◆ Problem description ◆
Below is a listing; retype exactly the line with "Identify the location" and every line after it through the end, and only those, leaving out the pictures.
====== Data for processing
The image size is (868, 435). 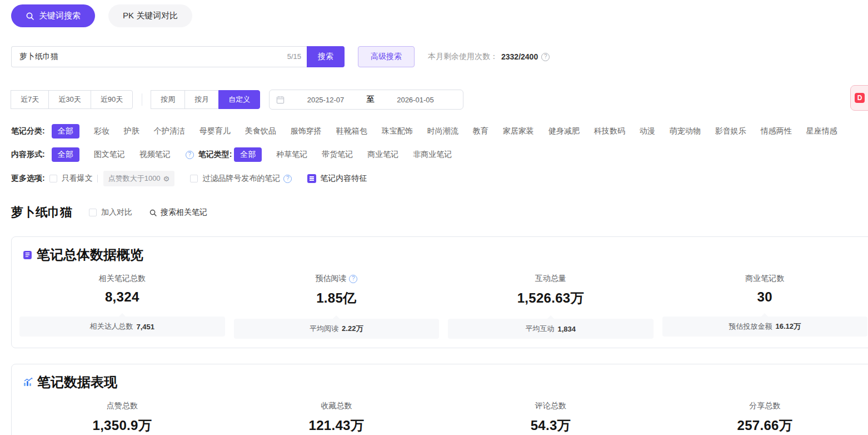 I want to click on category-option: 彩妆, so click(x=102, y=131).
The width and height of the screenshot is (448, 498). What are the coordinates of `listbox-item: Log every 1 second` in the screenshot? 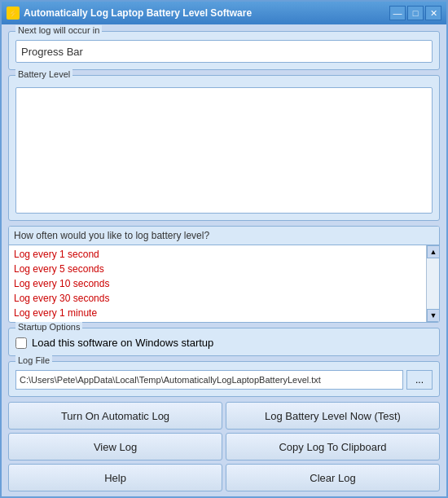 It's located at (217, 254).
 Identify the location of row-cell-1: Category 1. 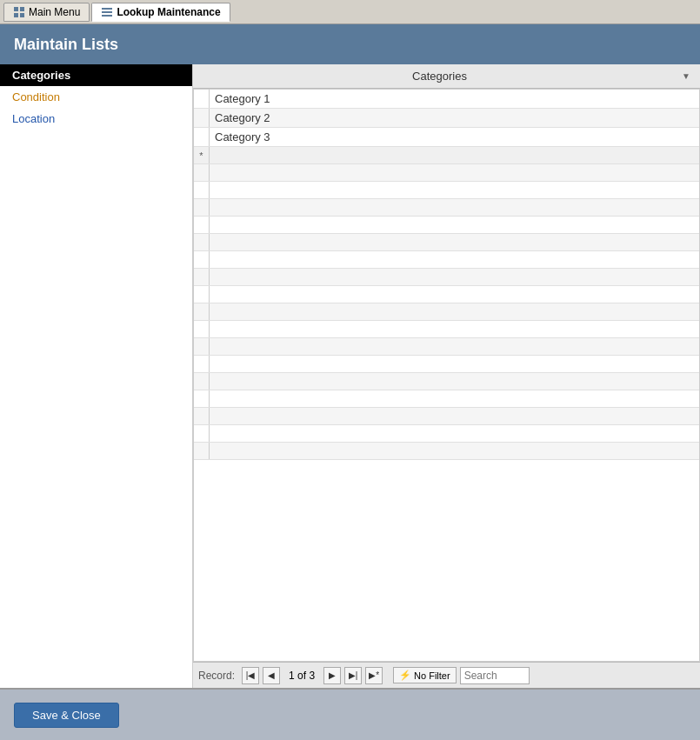
(454, 99).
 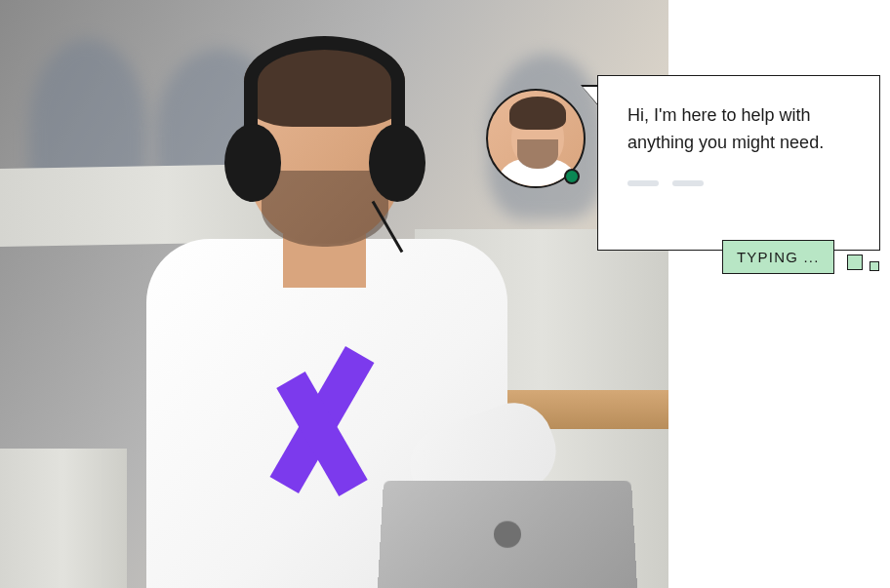 I want to click on presence-indicator-icon, so click(x=572, y=176).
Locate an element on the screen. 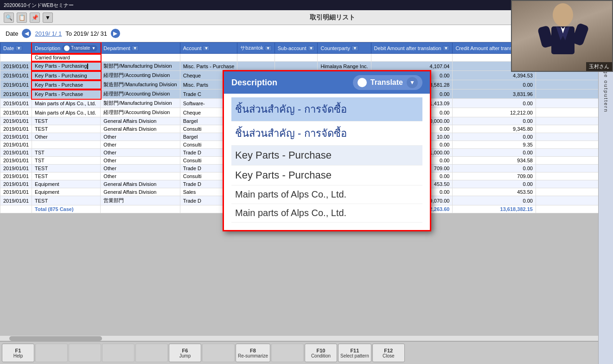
============
◆ Solved exercise ◆
 Identify the location of row-cell-1: Category 1. 
(454, 99).
  I want to click on presence-indicator-icon, so click(x=572, y=176).
Locate an element on the screen. 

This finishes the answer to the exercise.